The major configuration difference between single-label and multi-label training lies in: nclasses, multi_label, metricsand criterion. You can take configs/coco_multilabel_unet.py as a reference. Currently, multi-label training is only supported in COCO data format.
- Ditributed training
# train pspnet using GPUs with gpu_id 0, 1, 2, 3
./tools/dist_train.sh configs/voc_pspnet.py "0, 1, 2, 3" - Non-distributed training
python tools/train.py configs/voc_unet.pySnapshots and logs by default will be generated at ${vedaseg_root}/workdir/name_of_config_file(you can specify workdir in config files).
- Config
Modify configuration as you wish(e.g. configs/voc_unet.py).
- Ditributed testing
# test pspnet using GPUs with gpu_id 0, 1, 2, 3
./tools/dist_test.sh configs/voc_pspnet.py path/to/checkpoint.pth "0, 1, 2, 3" - Non-distributed testing
python tools/test.py configs/voc_unet.py path/to/checkpoint.pth- Config
Modify configuration as you wish(e.g. configs/voc_unet.py).
- Run
# visualize the results in a new window
python tools/inference.py configs/voc_unet.py checkpoint_path image_file_path --show
# save the visualization results in folder which named with image prefix, default under folder './result/'
python tools/inference.py configs/voc_unet.py checkpoint_path image_file_path --out folder_name- Convert to ONNX
Firstly, install volksdep following the official instructions.

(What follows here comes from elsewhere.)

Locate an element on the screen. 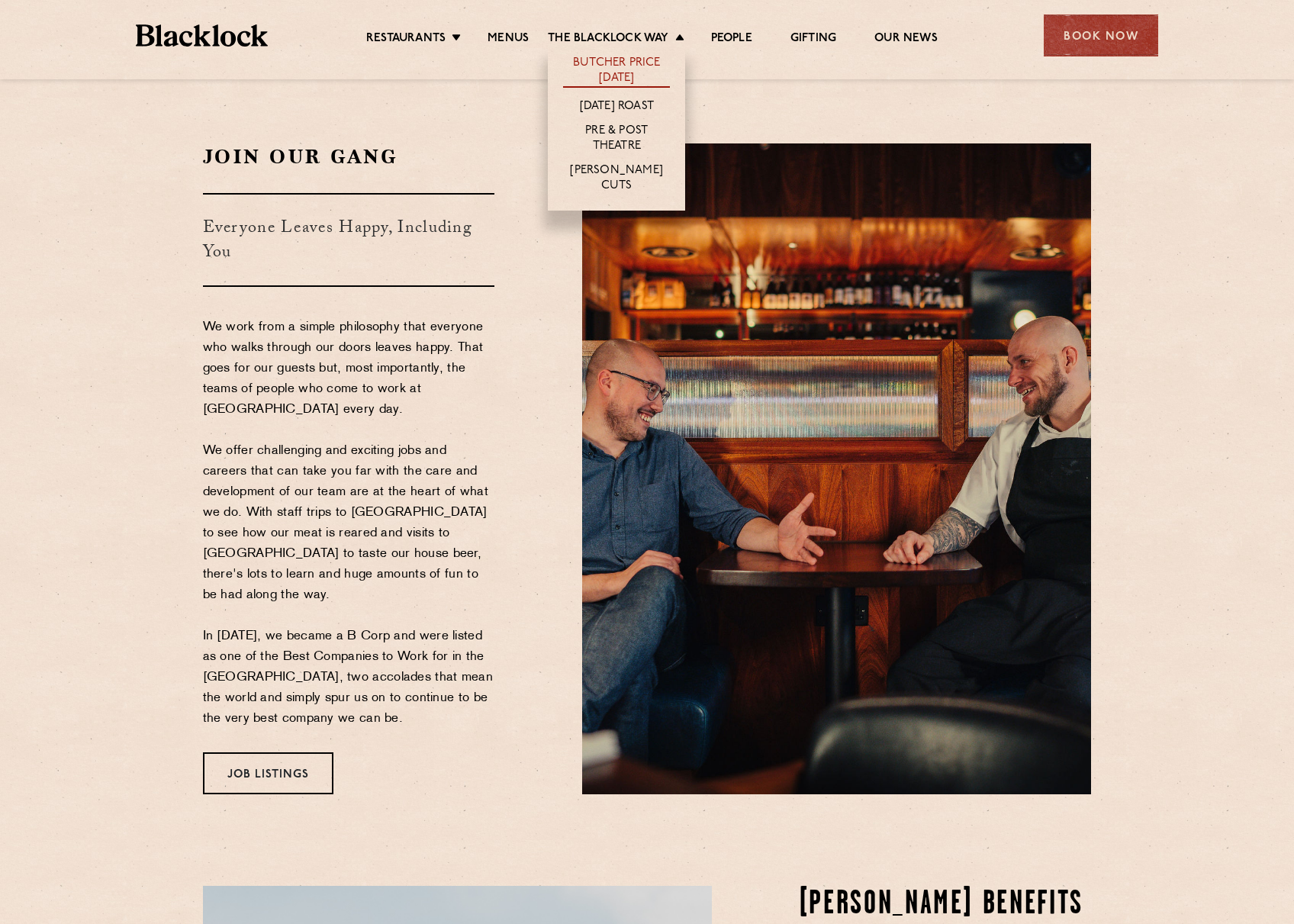 This screenshot has width=1294, height=924. img: Blacklock_CanaryWharf_May23_DSC05696.jpg is located at coordinates (836, 468).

Then, run the following code to convert PyTorch to ONNX. The input shape format is CxHxW.
If you need the ONNX model with dynamic input shape, please add --dynamic_shape in the end.

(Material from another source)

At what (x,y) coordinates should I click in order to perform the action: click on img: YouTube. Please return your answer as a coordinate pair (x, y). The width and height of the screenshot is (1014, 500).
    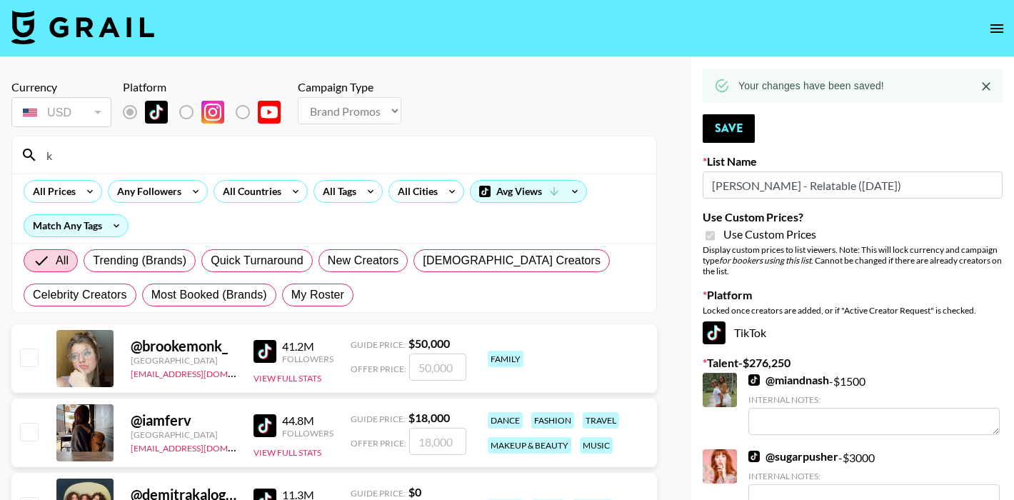
    Looking at the image, I should click on (269, 112).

python tools/torch2onnx.py configs/voc_unet.py weight_path out_path --dummy_input_shape 3,513,513 --opset_version 11Here are some known issues:
- Currently PSPNet model is not supported because of the unsupported operation
AdaptiveAvgPool2d. - Default ONNX opset version is 9 and PyTorch Upsample operation is only supported
with specified size, nearest mode and align_corners being None.
If bilinear mode and align_corners are wanted, please add
--opset_version 11when usingtorch2onnx.py.
- Inference SDK
Firstly, install flexinfer and see the example for details.